When Li steered the meeting on to the subject of Jiang Baofu, and the revelation that he had followed Margaret back to her hotel, it had created a considerable stir in the room.
‘You took his statement yesterday, Dai,’ Mei-Ling said. ‘What did you make of him?’
Dai leaned back and chewed his pencil thoughtfully. He was a young man very conscious of his image, from his immaculate white roll-neck sweater and powder blue Italian jacket, to his beautifully cut dark pants with a crease he could almost sharpen his pencil on. His hair was short, but expensively styled, and swept back from his face with gel. He tucked the thumb of his free hand into the shiny silver belt buckle at his waist. ‘He gave me the creeps,’ Dai said, and Li remembered Mei-Ling’s words after they had talked to him at the site. That boy’s really creepy . Margaret had called him a creepy medical student , and there had been something else she’d said … He thought for a moment, then remembered. He freaked me , she’d told them.
‘I couldn’t get him to shut up,’ Dai was saying. ‘Hell, usually it’s the other way around with these people, like pulling teeth. But this guy had verbal diarrhoea. At a guess I’d say he was enjoying the whole process. He was asking more questions than I was. Unhealthy, you know. Morbid. Too helpful. In the end it was all I could do to get rid of him.’
Another detective said, ‘But if this guy’s involved, isn’t he making himself a bit conspicuous? I mean, it’s like he’s deliberately trying to draw attention to himself.’
‘Perhaps,’ Mei-Ling said, ‘that’s exactly what he wants us to think. Maybe he believes that by making himself high-profile, we’ll dismiss him as being too obvious. And, well, being the night watchman at the site does make it all seem too easy. But, remember, if he did bury those bodies there, he never expected them to be found. He thought they’d be safely buried under tons of concrete by now, and he’d be home free.’
Li said, ‘And the other thing to consider is that maybe he’s just crazy.’ He remembered Margaret’s half-joking, half-serious allusion to a psycho surgeon . ‘I mean, performing live autopsies on eighteen women — and probably more that we don’t even know about yet — is not exactly the action of a sane person.’
Dai said, ‘But he couldn’t have been acting alone, could he? Someone else would have had to be administering the midazolam and pumping the ambu bag.’
Li paused. He had not considered this. Of course the killer could not have been acting alone. It had to have been a collaborative effort, in which case it could not have been the action of a solitary madman. Could there be two, or more, of them. How did people like that find each other? Was it possible for insane people to work efficiently in a team? ‘That’s a good point, Detective Dai,’ he said at length. ‘But we shouldn’t let speculation on this deflect us from our first priority — to identify these victims as quickly as we can.’

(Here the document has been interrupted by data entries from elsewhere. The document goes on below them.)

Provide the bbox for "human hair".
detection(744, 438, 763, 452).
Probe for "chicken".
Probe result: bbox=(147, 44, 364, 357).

The scraping of a chair being pushed back abruptly turned all their heads towards the window, where Huang now stood silhouetted against the light behind him. Beyond the Section Chief, and beyond the east wing of the department, Li could see the traffic streaming by on the overhead road. But Huang said nothing. He simply turned towards the door and made his exit in silence. None of them knew whether it was a comment on Li’s handling of the case, or whether he simply had another appointment. But it left a tension in the room that did not dissipate until Li called the meeting to an uneasy close.
II
Margaret was exhausted. Her eyes were stinging. Every muscle in her body gave the impression of having seized up. Her limbs had, apparently, doubled in weight, and lifting her legs or arms in the simple act of walking or raising a drink to her lips was a colossal effort. She felt battered and bruised, and all she wanted to do was lie down. Jetlag and the emotions of the last few days had finally caught up with her.